Their names are hardwired into our collective DNA:

Colleen Ann Barkow, Lorraine Grace Bay, Debbie S. Bellows, William Reed Bethke, Anil T. Bharvaney, Jeffrey M. Chairnoff.

Twenty-two Mercer County residents in all, residents who didn't come home that crisp and cloudless Tuesday morning nearly a decade and a half ago.

Catherine E. Chirls, Michael Joseph Cunningham, Pamela Lee Gaff, Steven Goldstein, Andrew Marshall King, Neil Kwong-Wah Lai.

On Friday at 8 a.m., members of the public will gather at Patriots Point in Clinton, to watch a flag being raised by local veterans in solemn thanks for those who serve, and to remember those who died in the 9/11 attacks on the World Trade Center in 2001.

Ruth Sheila Lapin, Steven Lawn, Daniel L. Maher, Tu-Anh Pham, Edward Richard Pykon, Frank B. Reisman.

Hamilton Township will hold its annual 9/11 remembrance at noon the same day at the Sept. 11 Memorial Grove inside Veterans Park.

Wherever we find ourselves in the county, whether at public ceremonies or in private reverie, our thoughts will travel back to the moment when nearly 3,000 innocent people lost their lives at the hands of terrorists, and America lost its innocence.

John Joseph Ryan, Susan Lee Kennedy Schuler, David Scott Suarez and Kevin Patrick York.

We carry the scars of that day in endless iterations.

The September 11th Victim Compensation Fund paid out nearly $1 billion over the past year to many who were injured in the attacks in lower Manhattan, in Washington D.C. and over the skies of Western Pennsylvania.

For the first responders, whose valor helped keep the death toll from rising even higher, the future is murky.

Many have developed life-threatening illnesses from exposure to asbestos, lead, glass fibers and other toxic substances that day and the days following.
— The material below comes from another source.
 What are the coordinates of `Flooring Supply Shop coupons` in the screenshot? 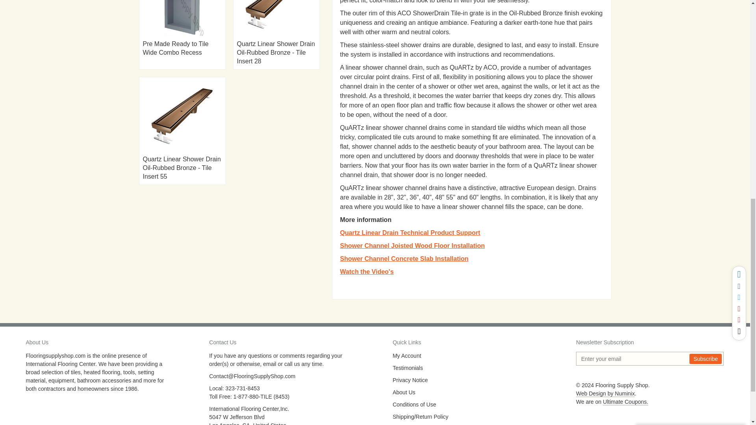 It's located at (625, 402).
Workers at Ground Zero have been diagnosed with 15 percent more cases of cancer than their peers: more than 4,250 cases as December 2014.
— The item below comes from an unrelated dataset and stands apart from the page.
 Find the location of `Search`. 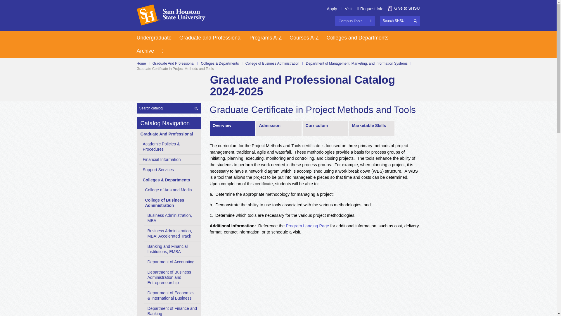

Search is located at coordinates (400, 21).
Congress has until next October to reauthorize the World Trade Center Health Program, which helps these patients - many with asthma and other lung problems, others with severe cases of post-traumatic stress disorder - cope with spiraling medical costs.

To their credit, all 12 members of New Jersey's congressional delegation are co-sponsors of the legislation to reauthorize the program through what's come to be called the Zadroga Act, named for a New York City police detective who died in 2006.

Mercer County and all of New Jersey took a particularly hard hit in the attacks. This week's ceremonies are an important way of remembering.

An even better response would be reauthorization of the legislation that treats the men and women who stepped up that day in the face of overwhelming danger.